When "Another Race" is one race too many

As the balance of training and leans towards more racing in the summer season, we have to be careful that what we do through these months still helps us excel in the races we really want to do well in rather than create a ‘race league’ with our normal training buddies every day!

Does every session become a race?

Does every session become a race?

With the summer season out the the plethora of opportunities to race, it is very easy to get carried away with racing once twice or even more per week.


When working with athletes we deliberately say that there has to be a really clear purpose behind any rep, for any session, for any bunch of sessions. If you can’t correlate a “why” back to the session and the overall target for the year then the chances are you shouldn’t be doing that session. Often races can have a clear reason: it may be competition or speed work opportunities or your friends are doing it and you want to join in. However, often that reason may not accurately align with what your goals are the season.

Frequently athletes will start filling their weeks up with mid-week TT’s, weekend park runs and a triathlon without including the evening open water series, or club interval style sessions! Then on top of that they are trying to fit in their key training sessions as well.

The problem is they have duplicated workouts and with most people who have normal jobs, there isn’t the the spare time do do “more” volume, we are stuck with what we have time for. If you find yourself as one of those people who is going from race to race, of course you will see some improvements but the chances are you won’t then peak for the event you really want to race in. Fundamentally, the race has to replace part of your training week, so swap like for like or build it in as part of a session. For example, TTs are excellent threshold workouts – use that as a replacement for threshold efforts in your training week and try and run off the bike to really gain something from it. The Park Run is an incredibly social event, those needing a long run, may finish with a park run to ensure they “finish strong” on their endurance efforts. Open water swim races can be excellent to help build confidence in the open water, improve skills and is an excellent long interval, but not at the sacrifice of your pool-based training schedule. See here for more info. Whereas, the draft legal road race for IRONMAN distance athletes is less suitable even though it would be good miles it lacks the specificity of the IRONMAN bike leg.

Traditionally, we categorise races as A, B or C. A races are few and far between, one or maybe two races per season. These matter. B Races are good opportunities to rehearse tactics, kit or a generally good measure of ability and C races are part of training.

This leads us on to the other ‘danger’, where you end up tapering for every race. You skip or adjust sessions just to make sure you are in tip top condition in the lead up to the local C-race. This will just mean you won’t ever reach you true potential for your main race of the season. Often it’s either the athlete who is either going long who ends up focussing on shorter races to use up as training volume to avoid training on their own; or it is the short course athlete who believes that extra races will equal more speed inevitably both are avoiding either the specificity to go longer or building too much fatigue to ever really achieve the speed gains that they were after originally.

Of course sometimes it’s just needed. You need to do a race to blow the cobwebs away and it is fun. However, yet again, that makes sense - it links back to an overall goal! Some friends may all be doing it and it would be a shame to miss out – this is a hobby after all! Don’t feel so hemmed in by training that you are struggling to breathe! Relax and enjoy the race. You will probably end up more focussed afterwards. But this is not the case if you raced within a matter of days – you have had that blow out recently, so stop avoiding the real hard work of training!

In summary, if you can’t link your “race” back to your overall goal and justify it as part of the process, then the chances are you are in danger of doing a session not suitable for your race plan this season. Don’t make that mistake and keep your eyes on the big prize for the year!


WHAT NEEDS TO BE DONE.
Two lines mark the range in the entries below: the one holding "You are a GUI" and the one holding "This screenshot has". Set down those two and all lines between them, exactly.

### RECORD EXTRACTS ###

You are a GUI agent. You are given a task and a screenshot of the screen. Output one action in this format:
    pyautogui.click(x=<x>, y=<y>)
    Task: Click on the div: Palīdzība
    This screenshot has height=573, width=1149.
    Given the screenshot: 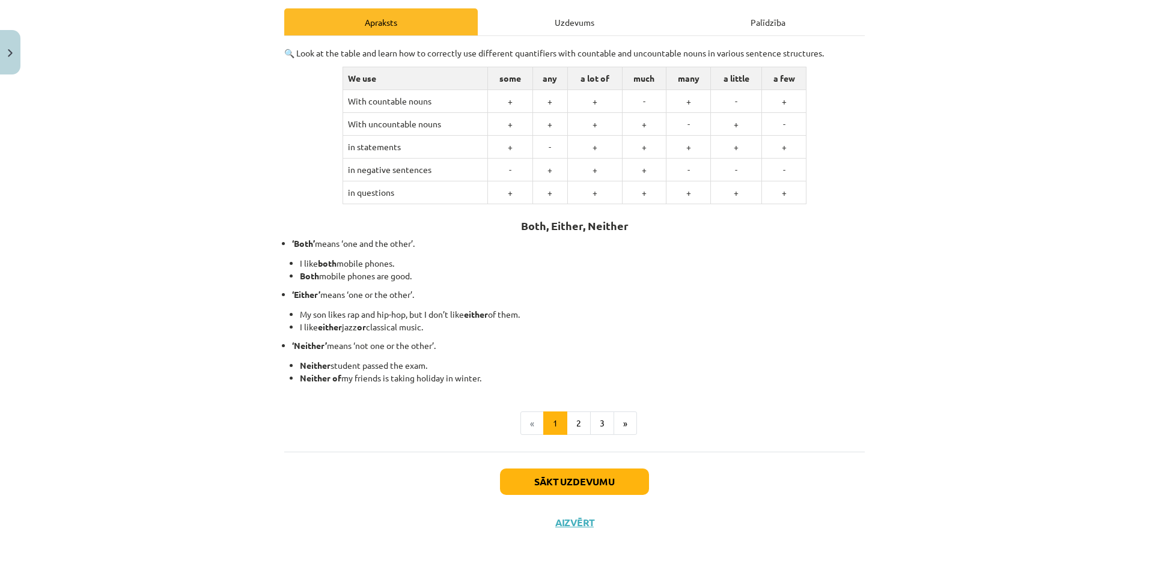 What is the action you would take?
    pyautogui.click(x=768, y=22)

###
### RECORD EXTRACTS ###

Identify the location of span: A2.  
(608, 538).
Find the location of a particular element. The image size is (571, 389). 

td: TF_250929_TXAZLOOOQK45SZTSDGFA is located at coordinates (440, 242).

###

ANSWER TO THIS PROBLEM.
You are a GUI agent. You are given a task and a screenshot of the screen. Output one action in this format:
    pyautogui.click(x=<x>, y=<y>)
    Task: Click on the div: Palīdzība
    This screenshot has height=573, width=1149.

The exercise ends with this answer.